Bobbo was surprised and annoyed, coming home for Christmas, to be offered a sofa for a bed, and to find his old schoolbooks moved out of his cupboard to make way for Ruth’s flat, trodden-down shoes.

‘Look upon Ruth as a sister,’ said Brenda. ‘The sister you never had!’

But Bobbo had that preoccupation, common to the only child, a fascination with sibling incest, and took his mother’s words as justification for the fulfilling of his fantasies and crept into what after all was his own bed, by dead of night. Ruth was warm and soft and broad and the sofa was cold and hard and narrow. He liked her. She never laughed at him, or despised his sexual performance, as did Audrey Singer, the girl whom Bobbo currently loved. Bobbo felt that his seduction of Ruth, this vast, obliging mountain, served Audrey right.

It was sexual suicide of the most dramatic kind.

‘See what you have done!’ he said, in his heart, to Audrey.

‘See what you have driven me to! Ruth!’

‘See,’ he said to his mother, in his heart, killing off any number of birds with one stone, ‘see what happens when you turn me out of my own room, my own bed. I’ll simply climb back into it, no matter who’s there.’

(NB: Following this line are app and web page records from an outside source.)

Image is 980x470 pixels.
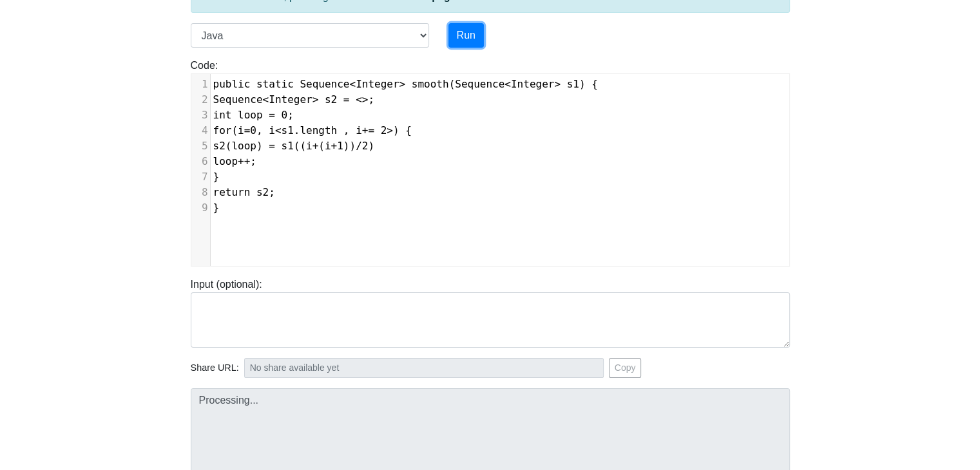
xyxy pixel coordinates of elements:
[213,124,411,137] span: for(i=0, i<s1.length , i+= 2>) {
[191,108,210,123] div: 3
[181,277,799,347] div: Input (optional):
[190,361,239,375] span: Share URL:
[213,140,375,152] span: s2(loop) = s1((i+(i+1))/2)
[191,154,210,169] div: 6
[213,201,219,214] span: }
[191,185,210,200] div: 8
[191,169,210,185] div: 7
[191,200,210,215] div: 9
[213,155,257,167] span: loop++;
[213,186,275,198] span: return s2;
[609,358,642,378] button: Copy
[213,171,219,183] span: }
[191,92,210,108] div: 2
[213,78,598,90] span: public static Sequence<Integer> smooth(Sequence<Integer> s1) {
[191,138,210,154] div: 5
[213,108,293,121] span: int loop = 0;
[191,76,210,92] div: 1
[448,23,484,48] button: Run
[244,358,603,378] input: No share available yet
[181,58,799,266] div: Code:
[191,123,210,138] div: 4
[213,94,375,105] span: Sequence<Integer> s2 = <>;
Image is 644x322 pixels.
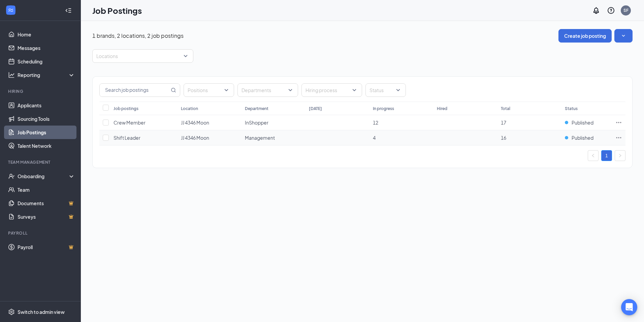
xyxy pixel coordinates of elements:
td: JJ 4346 Moon [178,115,241,130]
span: 12 [373,119,378,125]
svg: MagnifyingGlass [170,88,176,92]
span: Crew Member [113,119,146,125]
div: Job postings [113,105,138,112]
span: Shift Leader [113,135,140,140]
span: left [591,153,595,158]
div: Reporting [18,71,76,78]
span: 16 [500,135,506,140]
svg: WorkstreamLogo [7,6,14,14]
a: Applicants [18,99,75,112]
th: Total [498,101,561,115]
span: Published [571,119,593,125]
div: Open Intercom Messenger [621,299,637,315]
span: Management [245,135,275,140]
svg: Settings [8,308,15,315]
div: Location [181,105,198,112]
a: Talent Network [18,139,75,152]
li: Previous Page [588,150,598,161]
svg: Notifications [591,6,600,15]
span: Published [571,134,593,141]
span: InShopper [245,119,268,125]
svg: Ellipses [615,134,622,141]
svg: SmallChevronDown [620,32,626,39]
span: JJ 4346 Moon [181,135,209,140]
th: In progress [369,101,433,115]
th: Hired [433,101,498,115]
a: Scheduling [18,54,75,68]
span: right [618,153,622,158]
svg: UserCheck [8,173,15,179]
a: SurveysCrown [18,209,75,223]
a: Messages [18,42,75,54]
h1: Job Postings [92,5,142,17]
li: 1 [601,150,612,161]
a: Sourcing Tools [18,112,75,125]
span: 4 [373,135,375,140]
a: DocumentsCrown [18,197,75,209]
div: Switch to admin view [18,308,64,315]
a: Team [18,183,75,197]
div: SF [623,7,628,13]
td: InShopper [241,115,305,130]
svg: Ellipses [615,119,622,125]
a: Home [18,28,75,42]
div: Hiring [8,89,74,94]
button: right [615,150,626,161]
span: JJ 4346 Moon [181,119,209,125]
p: 1 brands, 2 locations, 2 job postings [92,32,183,40]
div: Department [245,105,268,112]
th: Status [561,101,612,115]
span: 17 [500,119,506,125]
div: Team Management [8,159,74,165]
li: Next Page [615,150,626,161]
th: [DATE] [305,101,369,115]
a: PayrollCrown [18,240,75,254]
svg: Analysis [8,71,15,78]
button: Create job posting [558,29,612,42]
td: JJ 4346 Moon [178,130,241,146]
a: Job Postings [18,125,75,139]
td: Management [241,130,305,146]
a: 1 [602,150,612,161]
input: Search job postings [100,84,170,97]
svg: Collapse [65,7,72,14]
svg: QuestionInfo [607,6,615,15]
div: Onboarding [18,173,69,179]
button: SmallChevronDown [615,29,632,42]
div: Payroll [8,230,74,235]
button: left [588,150,598,161]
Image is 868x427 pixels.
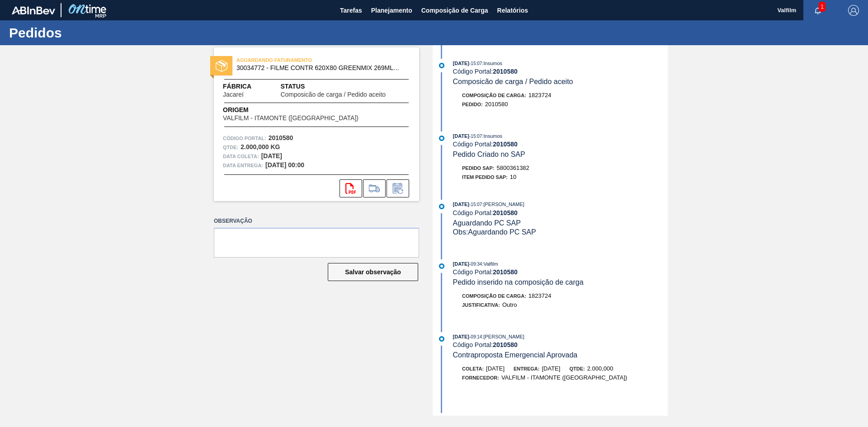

Ruth was happy enough with the arrangement. She hugged the knowledge of her secret love to her heart, and felt healed, and a great deal more like everyone else, just taller, which didn’t after all notice when she was lying down. When her step-father’s new wife rang at Christmas to see how she was getting on she was able to reply, with truth, that she was getting on perfectly well, thus enabling the guilty couple to forget her properly. Ruth’s mother presently wrote to say this would be the last letter ever, since her new husband wished her to put her past behind her, and they both now belonged to a wonderful new religion which required total obedience from the wife to the husband. In such acquiescence, wrote Ruth’s mother, lay peace. She gave her blessing (and the Master’s too, for she had been allowed to consult him personally about Ruth: the Master was the Oneness’s representative on this earth as the wife was the husband’s representative) and was thankful that Ruth was now fully grown and able to look after herself. She was more worried about Miranda and Jocelyn, who were still so young, but the Master had told her everything would be all right. This letter was a last, final, loving goodbye.